Academy Award-winning Producer and Multiverse Advisor, Jon Landau, announced three new in-development projects from the developer of virtual world development platform multiverse. The company has partnered with Twentieth Century Fox Licensing & Merchandising to develop a Buffy the Vampire Slayer MMOG and Places in Time: Titanic, "the world's first interactive learning experience"; both to be launched as part of Multiverse Places, a zoned, open source virtual world.
Multiverse Places is currently in beta, and currently offers application for social networks and a 3D virtual world that users can access once they have installed the Multiverse World Browser. Both are available for free and places is intended to serve as a connecting hub to the wider Multiverse Network for worlds and special zones built by third-party development teams and partners using Multiverse's open source technology.
Using the technology, the Buffy the Vampire Slayer MMOG is to allow players to play in either 3D or 2D (with both players inhabiting the same spaces) and is to go into beta before the end of the year. Discussing the project, Corey Bridges, co-founder and Executive Producer, Multiverse, said, "Not to give away too much, but when the 'Buffy' team finished the television series, they created the perfect launching point for an MMOG where everyone will feel like they're an important character in the ongoing story."

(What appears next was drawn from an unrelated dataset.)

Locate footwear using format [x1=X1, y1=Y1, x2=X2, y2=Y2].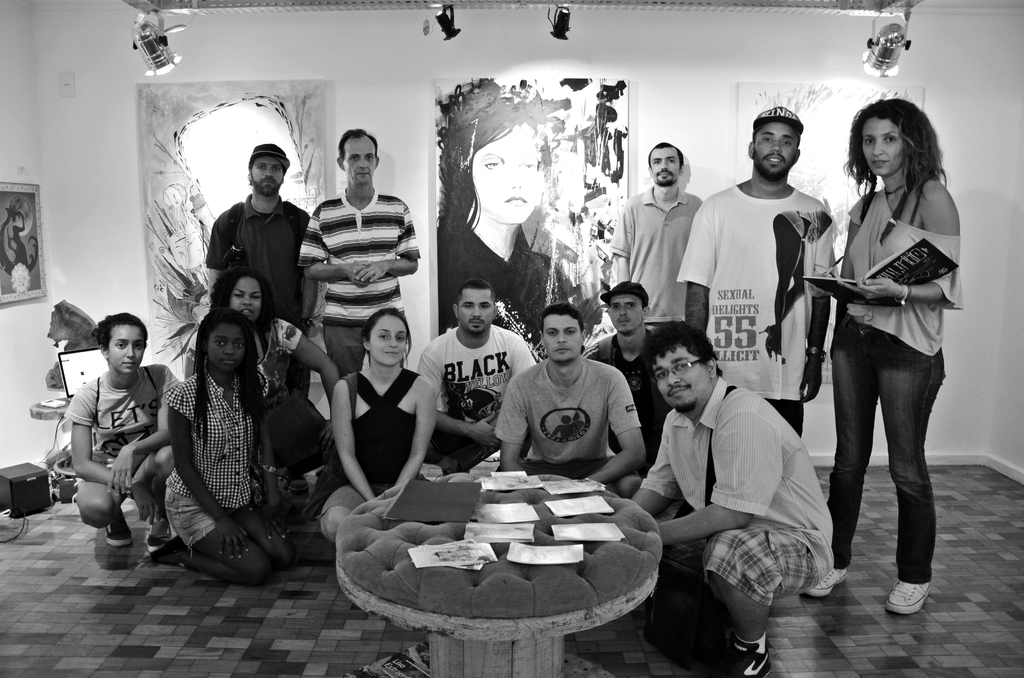
[x1=884, y1=577, x2=937, y2=621].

Relatedly, Fox's previously announced MMOG based on Joss Whedon property Firefly (also using Multiverse's technology) has been delayed.
Places in Time: Titanic is to "combine qualities of massively multiplayer online games and virtual worlds into a new form of experiential learning," with users able to experience Titanic in "real and condensed" time, move from one event to another, and "through their own actions affect the world around them, enriching the experience for everyone."
"We're not simply creating a place for someone to go," said James Cameron, director of the film Titanic and a member of the Multiverse Advisory Board. "We're creating a journey for them to go on that will both be exciting and educational."